Wringing laughs from the tragedy of living

For a comedy podcast, Marc Maron’s WTF has some painfully unfunny moments. But that’s almost inevitable. When an interview passes the one-hour mark it becomes an in-depth psychological profile, at least at a time when most of our conversations take place via Facebook status updates. In recent interviews, Andy Dick admitted to living in a shed behind his ex-wife’s house and Conan O’Brien admitted to being jealous of the terminal kid in Death Be Not Proud. The distinction between comedy and tragedy only exists in theater.

Maron — who’s gone from Sam Kinison adoptee, to Comedy Central show host, to Air America radio personality, to podcast interviewer with a memorable cameo in Almost Famous — has a gift for straddling that line, drawing cathartic laughter from personal pain and frustration. It’s more fun than it sounds.

I remember an episode of WTF where you recalled a nightmare experience you had in San Antonio …

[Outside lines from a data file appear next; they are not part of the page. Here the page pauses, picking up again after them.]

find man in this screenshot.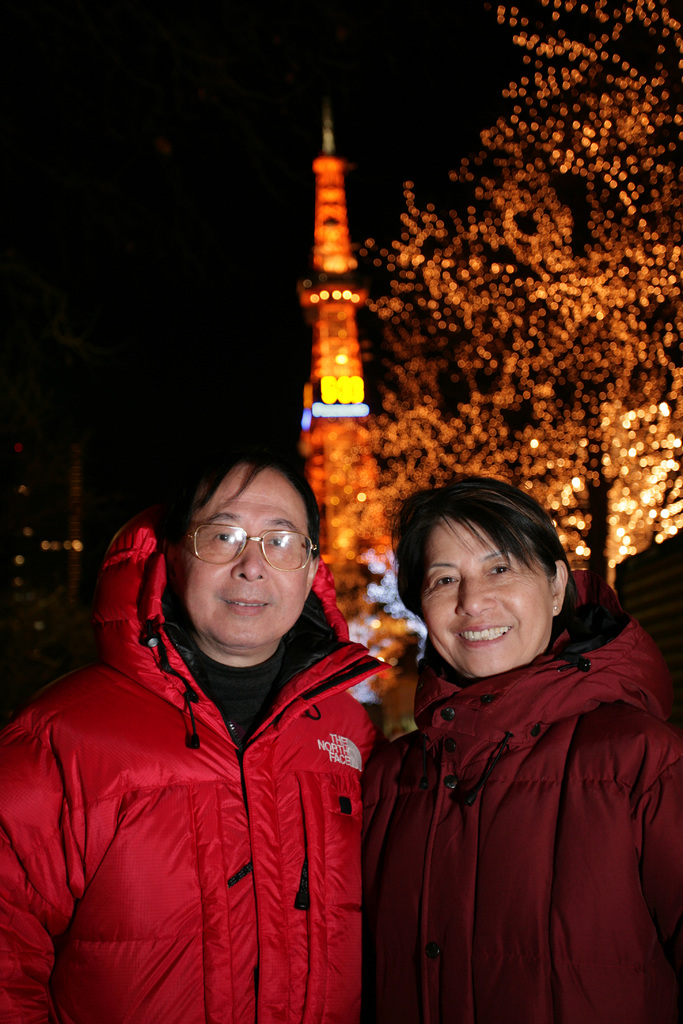
The bounding box for man is 17:404:432:1016.
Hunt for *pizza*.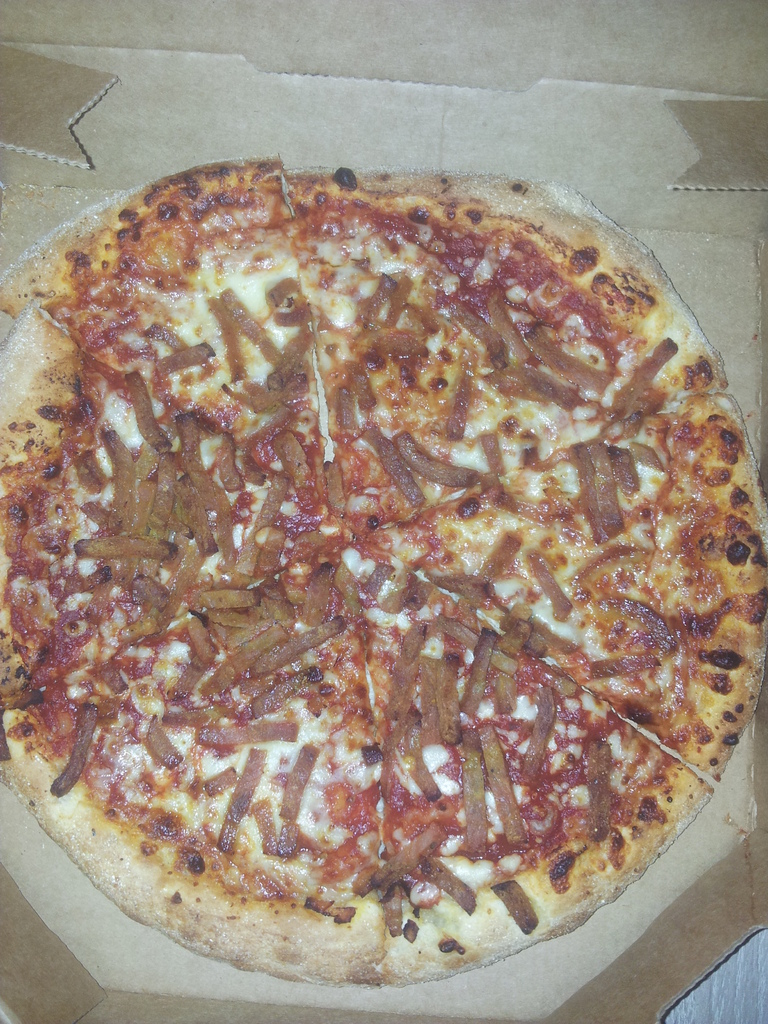
Hunted down at [x1=0, y1=157, x2=767, y2=974].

I don’t know if it was a nightmare, but it was sorta close. It was when I was working at River Center Comedy Club. The condo that they used to put you up in was just `one of` the most depressing, disgusting holes I’d been in in a long time. And it was just one of those moments when you see exactly who you are and where your life is when you’re sitting in a comedy condo. It was more relative to my state of mind at the time. When your state of mind equals the state of the condo, that’s when you know you’re in trouble.

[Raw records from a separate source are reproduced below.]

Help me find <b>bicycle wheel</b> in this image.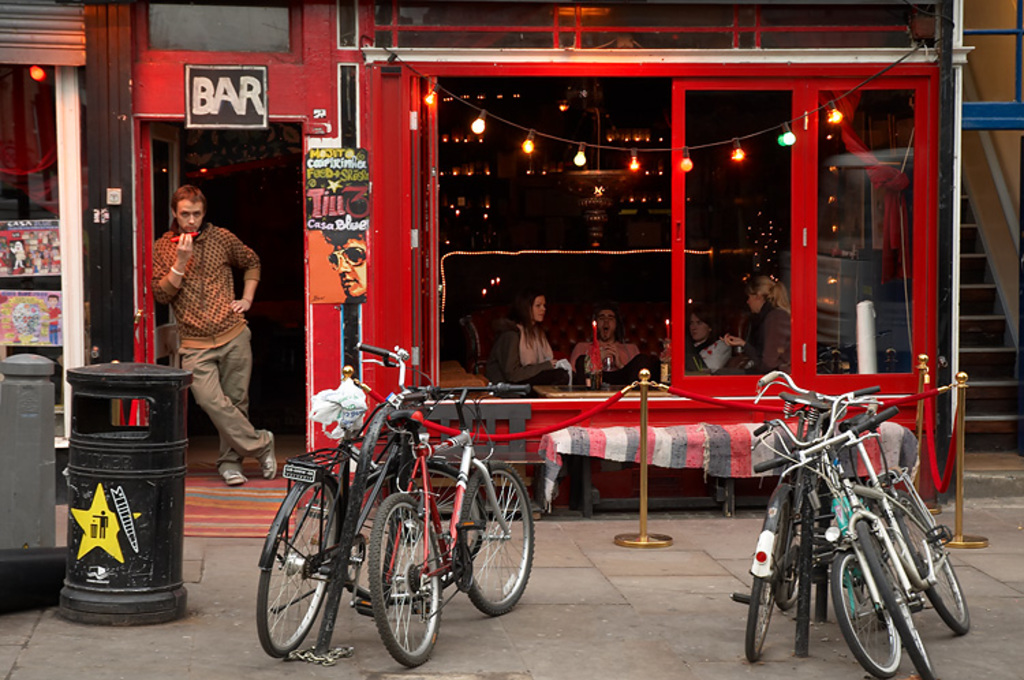
Found it: 254:475:339:661.
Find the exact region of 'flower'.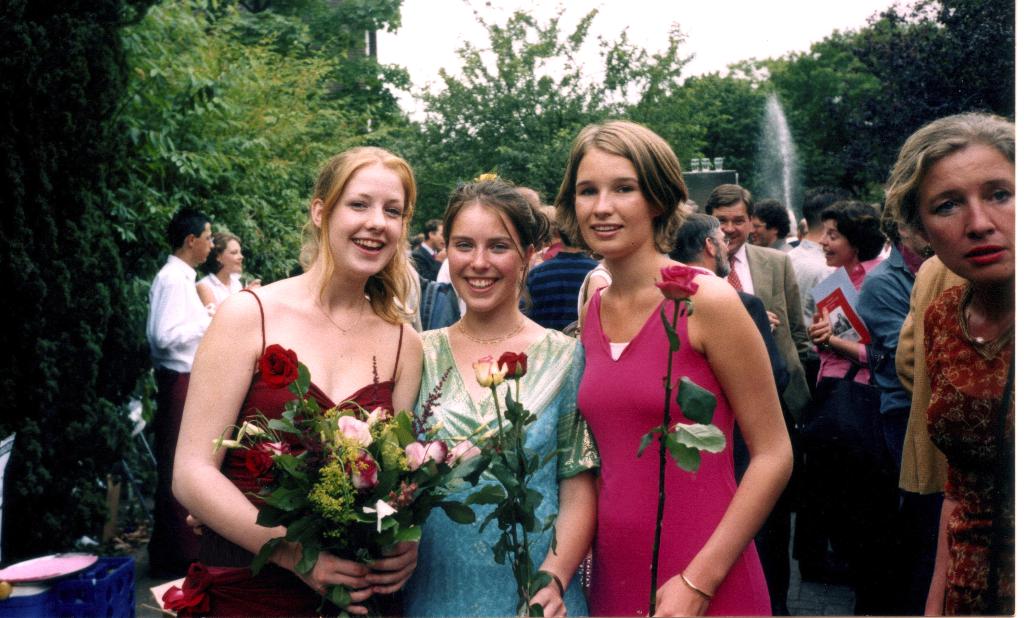
Exact region: left=405, top=441, right=447, bottom=472.
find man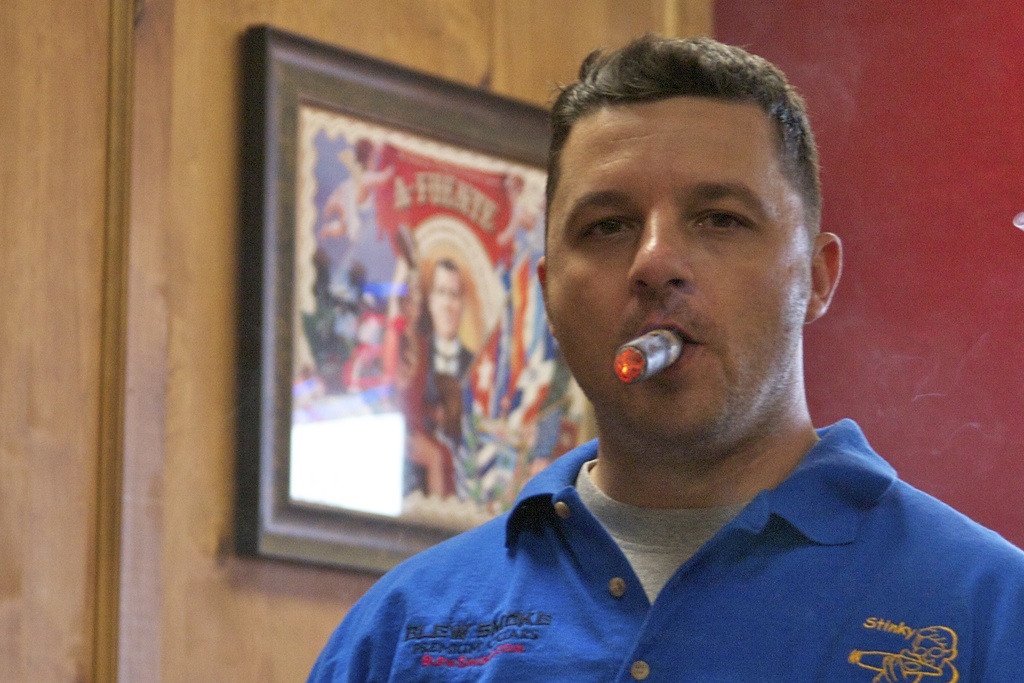
x1=328 y1=23 x2=997 y2=668
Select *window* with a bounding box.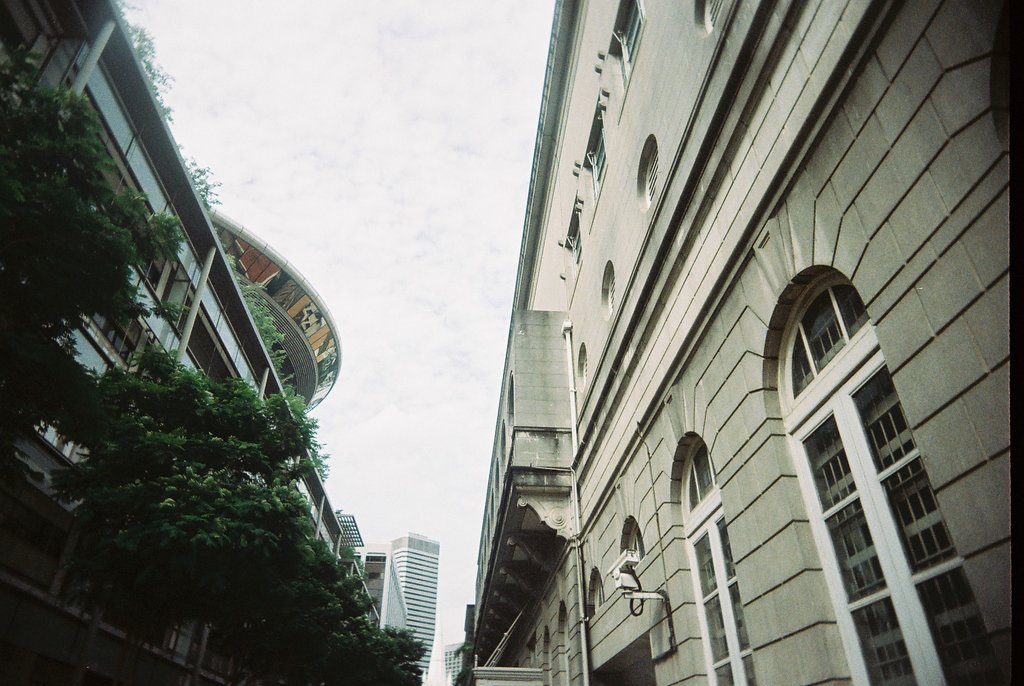
region(582, 110, 605, 225).
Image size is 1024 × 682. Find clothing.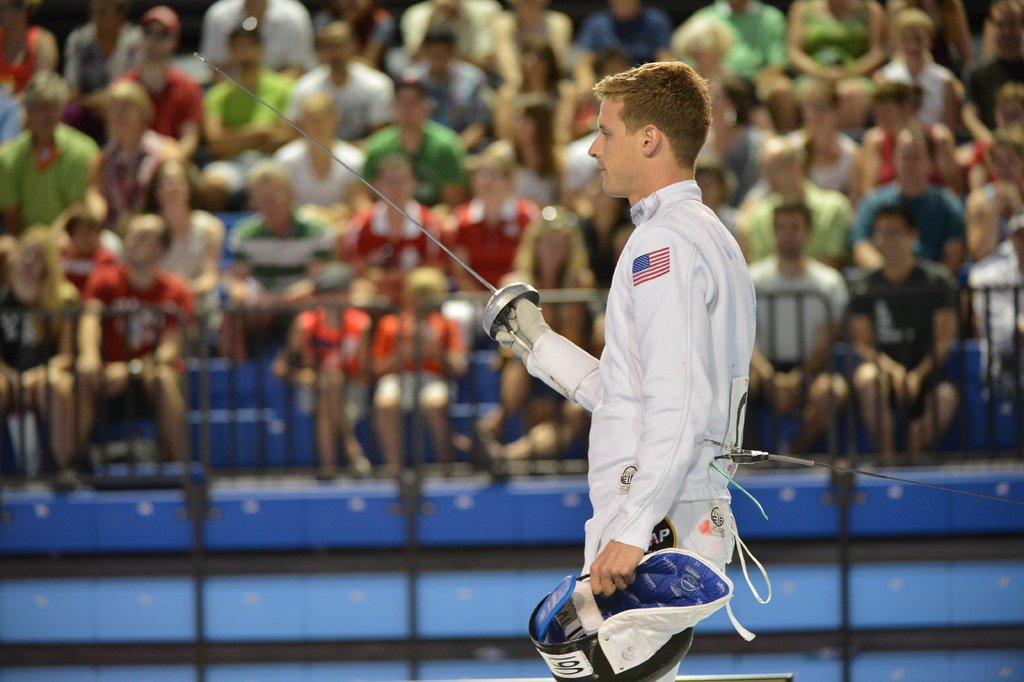
[left=74, top=266, right=193, bottom=401].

Does comedy ever work as a coping mechanism during a painful experience?

No, I think it’s more of a post-traumatic coping mechanism. Things happen that are out of your control most of the time, and when they’re emotional or frightening or crazy, when you’re in them, you’re really just experiencing that. Later, in order to deal with the anger or whatever `I’m` feeling, I process it on stage, or on the mic, and that becomes the coping mechanism. It helps me put it into perspective.

Are there aspects of your personality that you’ve decided just don’t work onstage?

There may be parts of me that are unexplored. How do you talk about the good things, the vulnerability? I do it, but I’d like to do it some more. There’s gotta be things I like and feelings of joy and excitement as opposed to crisis management. And I think that the evolution of the expression of those things would be to figure out what the fuck those things are.

It can’t be good for you emotionally to only talk about bad experiences and bad thoughts.

It’s not bad, it’s just what our brain does. I don’t think they’re negative, I think people can relate to them. My problem is that you don’t want to get too heavy … but I do. If this interview is meant to get people in to a comedy show, I think we should, you know, make it sound like it’s happy.